He was certainly crazy; there could be no doubt of it; and next morning, when Mr. St. Claire entered his office, he found Frank Tracy waiting there to consult him with regard to the legal steps necessary to procure his brother’s incarceration in a lunatic asylum.
Arthur St. Claire’s face wore a grave, troubled look as he listened, for he remembered a time, years before, when he, too, had been interested in the lunatic asylum at Worcester, where a beautiful young girl, his wife, had been confined. She was dead now, and the Florida roses were growing over her grave, but there were many sad, regretful memories connected with her short life, and not the least sad of these were those connected with the asylum.
’If it were to do over again I would not put her there, unless she became dangerous,’ he had often said to himself, and he said much the same thing to Frank Tracy with regard to his brother.

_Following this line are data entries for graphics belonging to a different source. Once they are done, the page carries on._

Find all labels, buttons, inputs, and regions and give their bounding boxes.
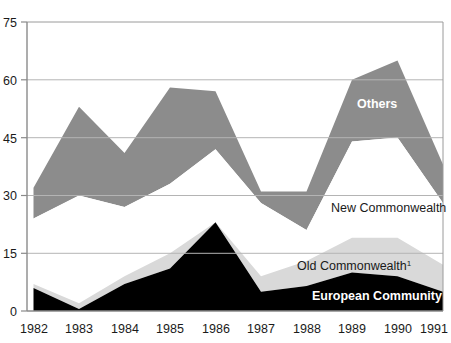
x-axis-labels: 1982 1983 1984 1985 1986 1987 1988 1989 … (20, 322, 448, 336)
x-tick-label-1986: 1986 (202, 322, 230, 336)
x-tick-label-1983: 1983 (65, 322, 93, 336)
x-tick-label-1988: 1988 (293, 322, 321, 336)
x-tick-label-1990: 1990 (384, 322, 412, 336)
series-label-old-commonwealth-text: Old Commonwealth (297, 259, 407, 273)
y-tick-marks (21, 22, 27, 311)
x-tick-label-1985: 1985 (156, 322, 184, 336)
y-tick-label-30: 30 (3, 189, 17, 203)
stacked-area-chart: 75 60 45 30 15 0 1982 1983 1984 1985 198… (0, 0, 451, 343)
x-tick-label-1991: 1991 (420, 322, 448, 336)
chart-canvas: 75 60 45 30 15 0 1982 1983 1984 1985 198… (0, 0, 451, 343)
y-tick-label-0: 0 (10, 305, 17, 319)
y-tick-label-45: 45 (3, 132, 17, 146)
y-axis-labels: 75 60 45 30 15 0 (3, 16, 17, 319)
series-label-new-commonwealth: New Commonwealth (331, 201, 446, 215)
y-tick-label-75: 75 (3, 16, 17, 30)
series-label-others: Others (357, 97, 397, 111)
x-tick-label-1982: 1982 (20, 322, 48, 336)
y-tick-label-60: 60 (3, 74, 17, 88)
x-tick-label-1984: 1984 (111, 322, 139, 336)
series-label-old-commonwealth: Old Commonwealth1 (297, 259, 412, 274)
x-tick-label-1989: 1989 (338, 322, 366, 336)
y-tick-label-15: 15 (3, 247, 17, 261)
series-label-european-community: European Community (312, 289, 442, 303)
x-tick-label-1987: 1987 (247, 322, 275, 336)
series-label-old-commonwealth-footnote: 1 (407, 259, 412, 268)
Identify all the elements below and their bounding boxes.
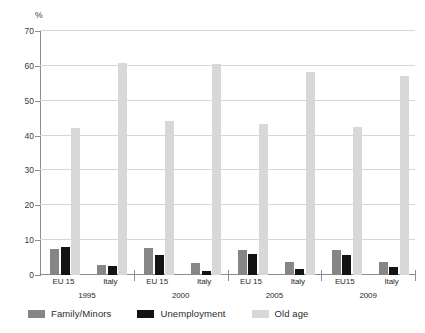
plot-area — [40, 31, 415, 275]
legend-swatch-family-minors — [28, 310, 45, 318]
y-tick-30 — [35, 170, 40, 171]
bar-family-minors-1 — [97, 265, 106, 275]
legend-label-family-minors: Family/Minors — [51, 308, 111, 319]
y-tick-40 — [35, 136, 40, 137]
bar-unemployment-0 — [61, 247, 70, 275]
bar-family-minors-5 — [285, 262, 294, 275]
bar-old-age-3 — [212, 64, 221, 275]
legend-item-old-age: Old age — [252, 308, 309, 319]
y-tick-70 — [35, 31, 40, 32]
bar-unemployment-1 — [108, 266, 117, 275]
bar-unemployment-6 — [342, 255, 351, 275]
y-tick-50 — [35, 101, 40, 102]
legend-label-old-age: Old age — [275, 308, 309, 319]
y-tick-label-0: 0 — [14, 271, 34, 280]
x-axis-group-separator-2 — [228, 270, 229, 281]
grouped-bar-chart: % 706050403020100 EU 15ItalyEU 15ItalyEU… — [0, 0, 425, 333]
chart-legend: Family/Minors Unemployment Old age — [28, 308, 335, 319]
y-tick-0 — [35, 275, 40, 276]
x-axis-group-separator-3 — [321, 270, 322, 281]
x-axis-year-label-1995: 1995 — [47, 291, 127, 300]
bar-family-minors-4 — [238, 250, 247, 275]
x-axis-group-separator-1 — [134, 270, 135, 281]
x-axis-category-label-7: Italy — [362, 277, 422, 286]
y-axis-tick-labels: 706050403020100 — [8, 0, 34, 333]
y-tick-label-20: 20 — [14, 201, 34, 210]
bar-old-age-5 — [306, 72, 315, 275]
bar-family-minors-7 — [379, 262, 388, 275]
x-axis-year-label-2000: 2000 — [141, 291, 221, 300]
gridline-60 — [40, 65, 415, 66]
legend-swatch-unemployment — [137, 310, 154, 318]
y-tick-label-50: 50 — [14, 97, 34, 106]
bar-old-age-4 — [259, 124, 268, 275]
y-tick-label-40: 40 — [14, 132, 34, 141]
bar-family-minors-2 — [144, 248, 153, 275]
y-axis-unit-label: % — [35, 10, 43, 20]
bar-family-minors-3 — [191, 263, 200, 275]
y-tick-20 — [35, 205, 40, 206]
bar-unemployment-5 — [295, 269, 304, 275]
y-tick-label-70: 70 — [14, 27, 34, 36]
bar-old-age-2 — [165, 121, 174, 275]
legend-item-family-minors: Family/Minors — [28, 308, 111, 319]
bar-family-minors-6 — [332, 250, 341, 275]
x-axis-year-label-2005: 2005 — [234, 291, 314, 300]
y-tick-10 — [35, 240, 40, 241]
legend-item-unemployment: Unemployment — [137, 308, 225, 319]
legend-swatch-old-age — [252, 310, 269, 318]
bar-unemployment-2 — [155, 255, 164, 275]
bar-old-age-0 — [71, 128, 80, 275]
legend-label-unemployment: Unemployment — [160, 308, 225, 319]
y-tick-label-10: 10 — [14, 236, 34, 245]
gridline-70 — [40, 30, 415, 31]
bar-old-age-6 — [353, 127, 362, 275]
y-tick-label-60: 60 — [14, 62, 34, 71]
bar-unemployment-3 — [202, 271, 211, 275]
bar-family-minors-0 — [50, 249, 59, 275]
bar-old-age-7 — [400, 76, 409, 275]
x-axis-group-separator-end — [415, 270, 416, 281]
bar-old-age-1 — [118, 63, 127, 275]
y-tick-60 — [35, 66, 40, 67]
gridline-50 — [40, 100, 415, 101]
y-tick-label-30: 30 — [14, 166, 34, 175]
bar-unemployment-4 — [248, 254, 257, 275]
x-axis-year-label-2009: 2009 — [328, 291, 408, 300]
bar-unemployment-7 — [389, 267, 398, 275]
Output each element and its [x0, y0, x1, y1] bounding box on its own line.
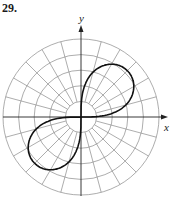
polar-graph [0, 0, 173, 204]
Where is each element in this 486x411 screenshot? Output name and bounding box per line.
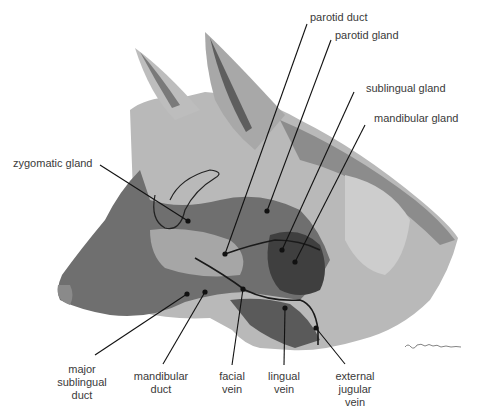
marker-dot	[292, 259, 297, 264]
marker-dot	[282, 305, 287, 310]
label-zygomatic-gland: zygomatic gland	[13, 157, 93, 170]
label-parotid-duct: parotid duct	[310, 11, 367, 24]
marker-dot	[185, 218, 190, 223]
label-mandibular-gland: mandibular gland	[374, 112, 458, 125]
marker-dot	[222, 251, 227, 256]
marker-dot	[202, 289, 207, 294]
artist-signature	[405, 344, 461, 348]
label-parotid-gland: parotid gland	[335, 29, 399, 42]
label-facial-vein: facial vein	[219, 370, 245, 396]
label-major-sublingual-duct: major sublingual duct	[57, 363, 107, 402]
marker-dot	[184, 291, 189, 296]
marker-dot	[313, 325, 318, 330]
label-external-jugular-vein: external jugular vein	[335, 370, 374, 409]
label-lingual-vein: lingual vein	[268, 370, 300, 396]
marker-dot	[240, 286, 245, 291]
dog-head-illustration	[0, 0, 486, 411]
marker-dot	[279, 247, 284, 252]
marker-dot	[264, 208, 269, 213]
nose	[58, 285, 73, 305]
label-sublingual-gland: sublingual gland	[366, 82, 446, 95]
label-mandibular-duct: mandibular duct	[134, 370, 188, 396]
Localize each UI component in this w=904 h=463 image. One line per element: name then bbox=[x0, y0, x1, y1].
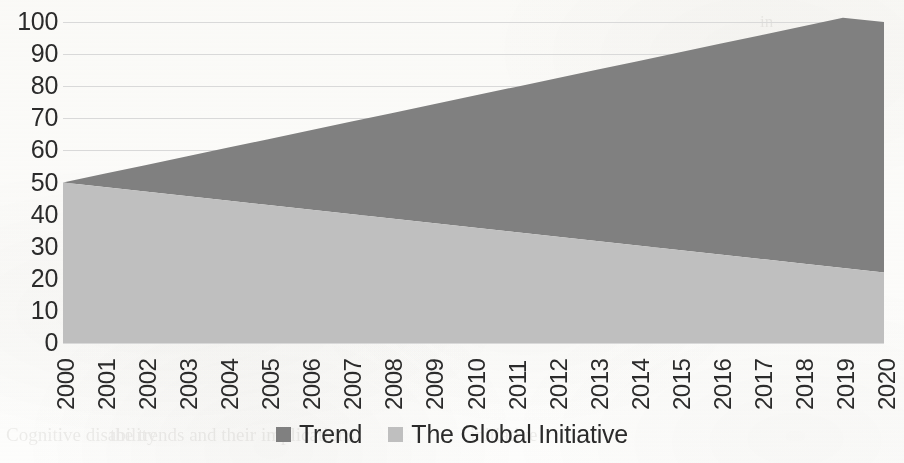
chart-legend: TrendThe Global Initiative bbox=[0, 414, 904, 454]
stacked-area-chart: Quarterly Trend and AnalysisForecastingC… bbox=[0, 0, 904, 463]
square-swatch-icon bbox=[388, 427, 403, 442]
x-axis-tick-label: 2000 bbox=[54, 348, 78, 410]
legend-item[interactable]: Trend bbox=[276, 422, 362, 447]
x-axis-tick-label: 2008 bbox=[382, 348, 406, 410]
x-axis-tick-label: 2001 bbox=[95, 348, 119, 410]
x-axis-tick-label: 2010 bbox=[465, 348, 489, 410]
x-axis-tick-label: 2013 bbox=[588, 348, 612, 410]
x-axis-tick-label: 2007 bbox=[341, 348, 365, 410]
y-axis-tick-label: 0 bbox=[2, 330, 58, 355]
x-axis-tick-label: 2006 bbox=[300, 348, 324, 410]
x-axis-tick-label: 2016 bbox=[711, 348, 735, 410]
x-axis-tick-label: 2004 bbox=[218, 348, 242, 410]
area-series-layer bbox=[63, 0, 884, 344]
y-axis-tick-label: 80 bbox=[2, 73, 58, 98]
y-axis-tick-label: 20 bbox=[2, 266, 58, 291]
y-axis-tick-label: 70 bbox=[2, 105, 58, 130]
legend-item-label: Trend bbox=[299, 422, 362, 447]
x-axis-tick-label: 2018 bbox=[793, 348, 817, 410]
x-axis-tick-label: 2015 bbox=[670, 348, 694, 410]
y-axis-tick-label: 10 bbox=[2, 298, 58, 323]
y-axis-tick-label: 30 bbox=[2, 234, 58, 259]
plot-area: 0102030405060708090100 20002001200220032… bbox=[0, 0, 904, 463]
y-axis: 0102030405060708090100 bbox=[0, 0, 58, 463]
x-axis-tick-label: 2012 bbox=[547, 348, 571, 410]
y-axis-tick-label: 100 bbox=[2, 9, 58, 34]
x-axis-tick-label: 2011 bbox=[506, 348, 530, 410]
x-axis-tick-label: 2009 bbox=[423, 348, 447, 410]
y-axis-tick-label: 90 bbox=[2, 41, 58, 66]
x-axis: 2000200120022003200420052006200720082009… bbox=[63, 348, 884, 410]
square-swatch-icon bbox=[276, 427, 291, 442]
legend-item-label: The Global Initiative bbox=[411, 422, 628, 447]
x-axis-tick-label: 2002 bbox=[136, 348, 160, 410]
y-axis-tick-label: 40 bbox=[2, 202, 58, 227]
x-axis-tick-label: 2005 bbox=[259, 348, 283, 410]
y-axis-tick-label: 60 bbox=[2, 137, 58, 162]
x-axis-tick-label: 2017 bbox=[752, 348, 776, 410]
y-axis-tick-label: 50 bbox=[2, 170, 58, 195]
x-axis-tick-label: 2003 bbox=[177, 348, 201, 410]
legend-item[interactable]: The Global Initiative bbox=[388, 422, 628, 447]
x-axis-tick-label: 2019 bbox=[834, 348, 858, 410]
x-axis-tick-label: 2020 bbox=[875, 348, 899, 410]
x-axis-tick-label: 2014 bbox=[629, 348, 653, 410]
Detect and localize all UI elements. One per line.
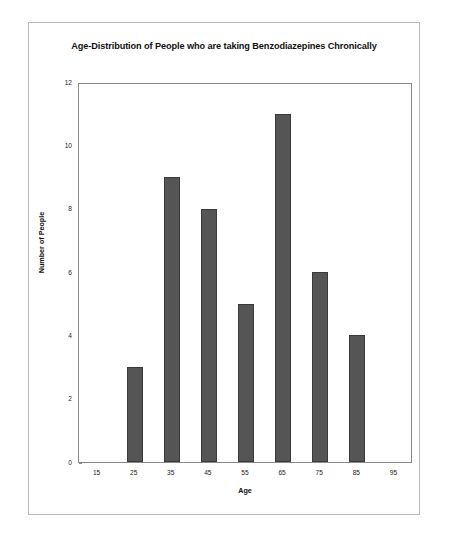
x-tick-label-95: 95 — [378, 470, 408, 477]
y-tick-label-8: 8 — [50, 206, 72, 213]
chart-figure: Age-Distribution of People who are takin… — [0, 0, 451, 541]
x-tick-label-35: 35 — [156, 470, 186, 477]
bar-25 — [127, 367, 143, 462]
bar-35 — [164, 177, 180, 462]
x-tick-label-15: 15 — [82, 470, 112, 477]
bar-45 — [201, 209, 217, 462]
y-tick-label-10: 10 — [50, 143, 72, 150]
x-tick-label-65: 65 — [267, 470, 297, 477]
bar-75 — [312, 272, 328, 462]
x-tick-label-55: 55 — [230, 470, 260, 477]
x-tick-label-45: 45 — [193, 470, 223, 477]
x-tick-label-25: 25 — [119, 470, 149, 477]
y-tick-0 — [79, 463, 82, 464]
bar-65 — [275, 114, 291, 462]
y-axis-title: Number of People — [37, 193, 46, 293]
bar-series — [79, 84, 411, 462]
y-tick-label-4: 4 — [50, 333, 72, 340]
plot-area — [78, 83, 412, 463]
chart-title: Age-Distribution of People who are takin… — [28, 41, 420, 51]
bar-85 — [349, 335, 365, 462]
y-tick-label-12: 12 — [50, 80, 72, 87]
plot-inner — [79, 84, 411, 462]
bar-55 — [238, 304, 254, 462]
x-tick-label-75: 75 — [304, 470, 334, 477]
x-axis-title: Age — [78, 486, 412, 495]
y-tick-label-2: 2 — [50, 396, 72, 403]
y-tick-label-0: 0 — [50, 460, 72, 467]
x-tick-label-85: 85 — [341, 470, 371, 477]
y-tick-label-6: 6 — [50, 270, 72, 277]
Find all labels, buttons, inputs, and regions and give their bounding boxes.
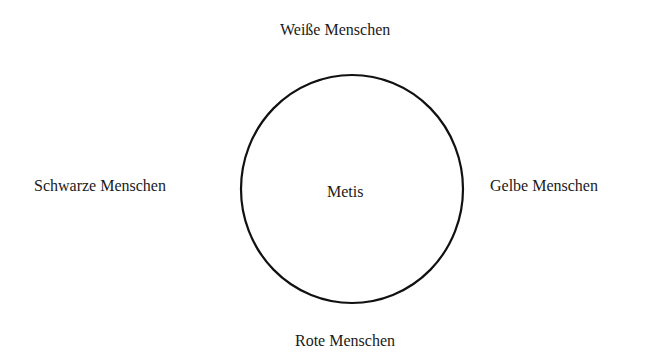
label-red-people: Rote Menschen: [295, 333, 395, 349]
center-label-metis: Metis: [327, 184, 363, 200]
label-black-people: Schwarze Menschen: [34, 178, 166, 194]
label-white-people: Weiße Menschen: [280, 22, 390, 38]
label-yellow-people: Gelbe Menschen: [490, 178, 598, 194]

’Keep him at home, if possible. Do not place him with a lot of lunatics if you can help it. No proof he is crazy because he smells everything. My wife does the same. Her nose is over the registers half the time in winter to see if any gas is escaping from the furnace. And as to this Gretchen, it is possible there was some woman with him on the ship, or in New York, and he may be a little muddled there. You can inquire at the hotel where he stopped.’
This was Mr. St. Claire’s advice, and Frank acted upon it, and took immediate steps to ascertain if there had been a lady in company with his brother at the Brevoort House, where he had stopped, or if there had been any one in his company on the ship, which was still lying in the dock at New York. But there no one had been with him. Arthur Tracy alone was registered among the list of passengers, and only Arthur Tracy was on the books at the hotel. He had come alone, and been alone on the sea and at the hotel.
Gretchen was a myth, or at least a mystery, though he still persisted that she would arrive with every train from Boston; and for nearly a week they humored him, and the carriage went to meet her, until at last there seemed to dawn upon his mind the possibility of a mistake, and when the carriage had made its twentieth trip for nothing, and Mr. St. Claire, who was standing by him on the platform when the train came up and brought no Gretchen, said to him:
‘She did not come.’
‘I am afraid she will never come,’ he answered, sadly. ’No, she will never come. There has been some mistake. She will never come. Poor little Gretchen!’ Then, after a moment he added, but there is a Gretchen, and I wrote to her to join me in Liverpool, and I thought she did and was with me on the ship and in the train, but sometimes, when my head is so hot, I get things mixed, and am not sure but—’ and he looked wistfully in his companion’s face, while his voice trembled a little. ’Don’t let them shut me up; I have a suspicion that they will try it, but it will do no good. I was in an asylum nearly three years near Vienna; went of my own accord, because of that heat in my head.’